I did just limited testing now and it seems to work so hopefully this is it.

 

-------------------------

 

Since i'm removing and changing a significant amount of stuff in the script (to adapt and simplify  around no more height) I will need a demo here before going on nexus so testers please help. I will also need testing of Scorpion's DLL plugin to see if non-english characters can now fully work in OSA.

 

I'll have it up at some point tomorrow, or today thanks!

 

I'm unable to fix the crashes as it's related to behavior files and not something I can really influence besides hitting the generate FNIS button.

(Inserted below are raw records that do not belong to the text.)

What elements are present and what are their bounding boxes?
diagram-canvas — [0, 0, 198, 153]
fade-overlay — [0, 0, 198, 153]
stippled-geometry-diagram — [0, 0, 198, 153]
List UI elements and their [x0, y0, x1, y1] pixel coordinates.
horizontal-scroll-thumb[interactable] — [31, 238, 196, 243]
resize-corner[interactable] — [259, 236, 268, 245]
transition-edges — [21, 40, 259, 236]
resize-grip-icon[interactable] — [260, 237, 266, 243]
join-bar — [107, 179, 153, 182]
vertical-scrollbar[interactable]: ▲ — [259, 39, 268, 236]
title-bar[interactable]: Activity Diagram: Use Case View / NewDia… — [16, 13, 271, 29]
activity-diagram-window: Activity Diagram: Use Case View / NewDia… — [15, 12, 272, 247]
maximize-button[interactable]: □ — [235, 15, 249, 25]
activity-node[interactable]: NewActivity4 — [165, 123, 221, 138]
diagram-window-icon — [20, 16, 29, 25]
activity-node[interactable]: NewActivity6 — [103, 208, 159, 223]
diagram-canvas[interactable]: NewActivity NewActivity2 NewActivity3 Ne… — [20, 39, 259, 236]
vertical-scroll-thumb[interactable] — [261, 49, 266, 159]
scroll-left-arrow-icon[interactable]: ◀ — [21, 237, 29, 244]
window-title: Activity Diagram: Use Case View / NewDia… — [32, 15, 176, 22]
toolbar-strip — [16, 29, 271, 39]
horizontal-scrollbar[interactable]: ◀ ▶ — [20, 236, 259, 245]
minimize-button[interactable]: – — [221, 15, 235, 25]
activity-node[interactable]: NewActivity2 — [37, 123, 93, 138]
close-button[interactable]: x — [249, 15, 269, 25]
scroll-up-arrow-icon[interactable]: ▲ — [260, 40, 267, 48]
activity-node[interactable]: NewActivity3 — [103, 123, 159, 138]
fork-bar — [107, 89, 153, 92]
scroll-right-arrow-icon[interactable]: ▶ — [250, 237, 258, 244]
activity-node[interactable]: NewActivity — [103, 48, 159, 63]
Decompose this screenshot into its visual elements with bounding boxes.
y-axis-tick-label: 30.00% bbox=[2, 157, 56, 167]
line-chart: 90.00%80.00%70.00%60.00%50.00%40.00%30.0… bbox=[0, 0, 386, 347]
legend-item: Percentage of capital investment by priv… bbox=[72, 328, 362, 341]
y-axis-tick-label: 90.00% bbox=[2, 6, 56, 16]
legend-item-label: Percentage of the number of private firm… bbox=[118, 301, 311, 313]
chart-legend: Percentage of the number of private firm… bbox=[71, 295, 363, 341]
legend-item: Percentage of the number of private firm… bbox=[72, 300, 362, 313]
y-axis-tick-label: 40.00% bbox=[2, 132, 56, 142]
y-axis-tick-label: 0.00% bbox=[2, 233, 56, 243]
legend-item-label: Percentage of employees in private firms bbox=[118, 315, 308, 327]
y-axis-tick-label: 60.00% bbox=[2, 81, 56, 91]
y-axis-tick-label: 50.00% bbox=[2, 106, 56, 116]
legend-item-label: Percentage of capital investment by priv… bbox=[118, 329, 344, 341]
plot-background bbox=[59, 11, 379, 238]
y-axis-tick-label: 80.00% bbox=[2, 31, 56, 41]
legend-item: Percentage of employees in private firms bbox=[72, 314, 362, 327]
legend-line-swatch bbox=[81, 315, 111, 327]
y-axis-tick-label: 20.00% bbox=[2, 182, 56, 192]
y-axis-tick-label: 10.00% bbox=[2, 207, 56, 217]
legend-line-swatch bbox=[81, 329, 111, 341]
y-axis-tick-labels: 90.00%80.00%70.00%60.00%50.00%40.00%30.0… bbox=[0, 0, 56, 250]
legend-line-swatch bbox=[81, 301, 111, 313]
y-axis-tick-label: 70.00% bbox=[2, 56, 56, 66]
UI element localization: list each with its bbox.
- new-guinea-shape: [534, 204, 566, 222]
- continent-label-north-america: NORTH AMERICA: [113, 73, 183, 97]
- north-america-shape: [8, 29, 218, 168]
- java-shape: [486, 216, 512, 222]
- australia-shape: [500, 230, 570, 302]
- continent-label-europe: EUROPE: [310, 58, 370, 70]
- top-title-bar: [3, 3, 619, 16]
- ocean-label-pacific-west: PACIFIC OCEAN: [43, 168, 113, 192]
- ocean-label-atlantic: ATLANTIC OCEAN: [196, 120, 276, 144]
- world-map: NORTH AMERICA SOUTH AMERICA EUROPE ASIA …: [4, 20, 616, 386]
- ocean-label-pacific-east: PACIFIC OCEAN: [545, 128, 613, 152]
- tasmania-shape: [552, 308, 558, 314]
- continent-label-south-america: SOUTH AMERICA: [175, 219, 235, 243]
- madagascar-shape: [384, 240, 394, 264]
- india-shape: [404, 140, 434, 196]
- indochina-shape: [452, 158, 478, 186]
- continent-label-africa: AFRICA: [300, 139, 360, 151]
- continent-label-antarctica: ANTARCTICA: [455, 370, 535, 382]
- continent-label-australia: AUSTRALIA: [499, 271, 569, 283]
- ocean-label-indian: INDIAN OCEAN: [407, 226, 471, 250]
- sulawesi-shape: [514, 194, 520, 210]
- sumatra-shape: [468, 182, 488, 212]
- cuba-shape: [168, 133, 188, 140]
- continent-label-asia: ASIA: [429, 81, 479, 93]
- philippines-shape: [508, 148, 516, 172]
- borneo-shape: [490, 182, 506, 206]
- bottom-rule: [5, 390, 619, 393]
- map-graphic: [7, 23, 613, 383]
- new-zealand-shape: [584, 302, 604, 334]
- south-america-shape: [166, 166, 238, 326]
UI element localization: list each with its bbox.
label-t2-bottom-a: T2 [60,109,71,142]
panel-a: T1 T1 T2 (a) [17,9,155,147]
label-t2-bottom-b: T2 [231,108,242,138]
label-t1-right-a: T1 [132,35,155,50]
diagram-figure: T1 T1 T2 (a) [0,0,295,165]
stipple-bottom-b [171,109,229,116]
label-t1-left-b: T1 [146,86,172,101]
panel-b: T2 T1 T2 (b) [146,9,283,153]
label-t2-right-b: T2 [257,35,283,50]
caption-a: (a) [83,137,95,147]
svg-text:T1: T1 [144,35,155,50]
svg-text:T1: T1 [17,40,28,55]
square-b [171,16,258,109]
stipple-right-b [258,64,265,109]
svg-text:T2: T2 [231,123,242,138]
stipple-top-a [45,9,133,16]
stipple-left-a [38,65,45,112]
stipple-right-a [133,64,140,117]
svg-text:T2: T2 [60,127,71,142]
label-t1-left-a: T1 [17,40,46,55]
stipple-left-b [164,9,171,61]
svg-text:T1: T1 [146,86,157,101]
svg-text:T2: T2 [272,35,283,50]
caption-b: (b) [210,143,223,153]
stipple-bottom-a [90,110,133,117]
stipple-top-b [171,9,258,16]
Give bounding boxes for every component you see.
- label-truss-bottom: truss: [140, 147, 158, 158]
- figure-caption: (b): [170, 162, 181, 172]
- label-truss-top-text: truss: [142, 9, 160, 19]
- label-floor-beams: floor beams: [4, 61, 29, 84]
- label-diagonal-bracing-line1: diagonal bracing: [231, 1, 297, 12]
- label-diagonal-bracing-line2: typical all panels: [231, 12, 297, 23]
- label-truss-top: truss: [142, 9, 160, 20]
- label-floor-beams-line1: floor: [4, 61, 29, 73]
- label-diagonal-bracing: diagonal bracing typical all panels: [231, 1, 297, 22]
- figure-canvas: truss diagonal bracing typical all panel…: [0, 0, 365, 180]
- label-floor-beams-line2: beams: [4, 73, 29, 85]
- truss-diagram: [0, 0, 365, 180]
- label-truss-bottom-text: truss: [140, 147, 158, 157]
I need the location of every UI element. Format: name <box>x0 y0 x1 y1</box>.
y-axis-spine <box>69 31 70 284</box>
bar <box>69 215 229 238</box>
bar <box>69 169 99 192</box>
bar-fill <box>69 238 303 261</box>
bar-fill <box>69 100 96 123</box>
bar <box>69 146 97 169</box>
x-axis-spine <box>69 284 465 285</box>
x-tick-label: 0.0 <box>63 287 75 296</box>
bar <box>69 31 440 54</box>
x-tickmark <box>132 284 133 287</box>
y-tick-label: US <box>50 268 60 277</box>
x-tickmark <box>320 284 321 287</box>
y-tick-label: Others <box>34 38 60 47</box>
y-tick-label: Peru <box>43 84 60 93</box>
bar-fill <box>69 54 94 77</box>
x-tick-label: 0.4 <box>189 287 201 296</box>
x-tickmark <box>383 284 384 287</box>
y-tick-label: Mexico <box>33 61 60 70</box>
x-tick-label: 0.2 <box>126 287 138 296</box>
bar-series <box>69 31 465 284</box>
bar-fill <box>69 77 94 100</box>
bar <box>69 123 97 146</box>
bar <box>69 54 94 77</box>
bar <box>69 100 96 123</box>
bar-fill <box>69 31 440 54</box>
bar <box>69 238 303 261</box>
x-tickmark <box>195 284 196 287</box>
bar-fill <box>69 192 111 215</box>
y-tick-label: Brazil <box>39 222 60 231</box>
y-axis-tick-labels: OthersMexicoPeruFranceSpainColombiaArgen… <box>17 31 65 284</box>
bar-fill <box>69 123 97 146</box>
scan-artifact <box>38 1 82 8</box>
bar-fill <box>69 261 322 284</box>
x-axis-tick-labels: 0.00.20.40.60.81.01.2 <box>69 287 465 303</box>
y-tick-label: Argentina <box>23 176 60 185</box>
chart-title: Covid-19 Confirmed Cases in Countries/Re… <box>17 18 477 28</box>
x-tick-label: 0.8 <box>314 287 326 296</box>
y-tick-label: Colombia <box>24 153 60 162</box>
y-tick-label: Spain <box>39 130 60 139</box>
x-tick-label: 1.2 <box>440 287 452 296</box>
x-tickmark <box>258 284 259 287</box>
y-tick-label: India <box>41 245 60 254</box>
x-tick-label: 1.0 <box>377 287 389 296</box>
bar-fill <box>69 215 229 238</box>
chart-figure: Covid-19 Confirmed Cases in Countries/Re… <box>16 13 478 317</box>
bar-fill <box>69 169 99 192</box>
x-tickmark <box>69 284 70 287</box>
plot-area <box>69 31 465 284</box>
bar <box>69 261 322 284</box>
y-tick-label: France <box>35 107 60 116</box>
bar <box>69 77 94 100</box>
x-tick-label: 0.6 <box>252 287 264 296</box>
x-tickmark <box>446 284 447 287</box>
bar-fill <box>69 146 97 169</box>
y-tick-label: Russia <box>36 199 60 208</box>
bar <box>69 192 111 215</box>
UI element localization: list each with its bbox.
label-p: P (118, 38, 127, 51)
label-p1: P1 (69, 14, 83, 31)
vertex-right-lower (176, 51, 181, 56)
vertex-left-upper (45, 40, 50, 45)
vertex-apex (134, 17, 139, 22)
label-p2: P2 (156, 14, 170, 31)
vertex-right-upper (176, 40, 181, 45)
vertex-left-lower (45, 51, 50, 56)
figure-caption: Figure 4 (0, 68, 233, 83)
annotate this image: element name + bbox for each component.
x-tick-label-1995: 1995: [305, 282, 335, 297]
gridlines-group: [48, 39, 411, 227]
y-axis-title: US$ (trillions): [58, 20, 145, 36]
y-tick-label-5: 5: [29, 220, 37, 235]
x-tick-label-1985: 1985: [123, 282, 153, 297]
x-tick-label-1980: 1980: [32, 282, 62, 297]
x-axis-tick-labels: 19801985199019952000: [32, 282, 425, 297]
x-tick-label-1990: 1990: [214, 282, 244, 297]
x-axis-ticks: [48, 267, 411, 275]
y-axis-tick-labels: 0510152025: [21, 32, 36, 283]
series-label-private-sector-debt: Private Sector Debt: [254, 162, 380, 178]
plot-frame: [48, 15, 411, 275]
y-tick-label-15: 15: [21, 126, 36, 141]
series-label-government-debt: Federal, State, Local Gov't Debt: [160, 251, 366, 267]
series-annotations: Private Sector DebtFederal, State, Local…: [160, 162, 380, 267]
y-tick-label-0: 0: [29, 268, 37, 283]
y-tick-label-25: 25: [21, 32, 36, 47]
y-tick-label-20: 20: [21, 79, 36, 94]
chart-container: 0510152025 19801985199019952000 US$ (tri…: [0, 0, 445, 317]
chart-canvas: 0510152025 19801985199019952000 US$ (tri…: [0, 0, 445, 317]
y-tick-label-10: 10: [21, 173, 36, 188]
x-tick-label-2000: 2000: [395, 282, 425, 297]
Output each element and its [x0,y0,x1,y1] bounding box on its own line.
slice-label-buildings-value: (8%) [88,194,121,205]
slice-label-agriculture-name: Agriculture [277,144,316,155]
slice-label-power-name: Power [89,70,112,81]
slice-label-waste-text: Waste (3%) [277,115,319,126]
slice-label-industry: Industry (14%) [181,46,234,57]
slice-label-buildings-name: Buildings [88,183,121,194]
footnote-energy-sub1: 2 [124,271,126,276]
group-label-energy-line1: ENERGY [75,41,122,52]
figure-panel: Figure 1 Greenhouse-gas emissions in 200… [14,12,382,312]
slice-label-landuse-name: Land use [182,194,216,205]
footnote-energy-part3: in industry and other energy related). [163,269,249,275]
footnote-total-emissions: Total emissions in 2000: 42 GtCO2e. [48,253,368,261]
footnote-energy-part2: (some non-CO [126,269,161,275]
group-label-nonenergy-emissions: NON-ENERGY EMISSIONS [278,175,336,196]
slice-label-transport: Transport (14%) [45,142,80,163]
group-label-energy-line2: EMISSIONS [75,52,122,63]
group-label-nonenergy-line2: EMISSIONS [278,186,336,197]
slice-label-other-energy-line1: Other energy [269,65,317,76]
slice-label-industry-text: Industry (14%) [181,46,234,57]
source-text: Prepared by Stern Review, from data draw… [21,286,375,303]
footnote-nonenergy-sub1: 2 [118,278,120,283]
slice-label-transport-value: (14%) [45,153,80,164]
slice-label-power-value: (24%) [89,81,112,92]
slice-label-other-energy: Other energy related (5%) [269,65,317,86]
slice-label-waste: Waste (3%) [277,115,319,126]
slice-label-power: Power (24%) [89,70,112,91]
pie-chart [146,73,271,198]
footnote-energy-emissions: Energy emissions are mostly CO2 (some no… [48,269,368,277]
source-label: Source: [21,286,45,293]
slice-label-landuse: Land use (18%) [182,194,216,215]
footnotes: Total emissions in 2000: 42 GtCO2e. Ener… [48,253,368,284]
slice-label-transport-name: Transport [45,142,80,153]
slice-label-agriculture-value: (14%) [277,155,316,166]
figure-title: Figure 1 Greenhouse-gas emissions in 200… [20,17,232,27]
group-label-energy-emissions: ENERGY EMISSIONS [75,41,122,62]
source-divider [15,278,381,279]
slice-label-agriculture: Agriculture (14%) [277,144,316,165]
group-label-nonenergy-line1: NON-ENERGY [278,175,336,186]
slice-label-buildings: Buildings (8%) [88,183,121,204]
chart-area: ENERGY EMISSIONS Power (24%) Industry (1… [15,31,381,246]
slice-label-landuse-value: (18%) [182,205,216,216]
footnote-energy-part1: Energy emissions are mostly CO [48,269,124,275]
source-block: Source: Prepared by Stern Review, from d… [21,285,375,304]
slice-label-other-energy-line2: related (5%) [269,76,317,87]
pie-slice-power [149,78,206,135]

I'll keep investigating this but I have no values I can tweak on my end to adjust to try to fix this, behavior file generation is a one click thing in FNIS. I also can't recreate it so even if I could do things to fix it I wouldn't be able to know if the fixes work. Regardless I'll keep working on it and hopefully figure out something. 

 

Outside of that there's a million different errors that can go wrong as seen on nexus, I find it surprising how different Skyrim can behave on different systems even though it's the same game. They are all random, with no minimal information on what happened, and I can't recreate them so I have no idea and will most likely just not worry about it. Assuming they are all caused by some mod conflict and by how much time the HudMenu.gfx is wasting both in detecting/solving but also troubleshooted I'm starting to give less fucks about anything that isn't an issue on my own Skyrim, unless I know for certain it's caused by me like the crash from behavior files related to the OSex files.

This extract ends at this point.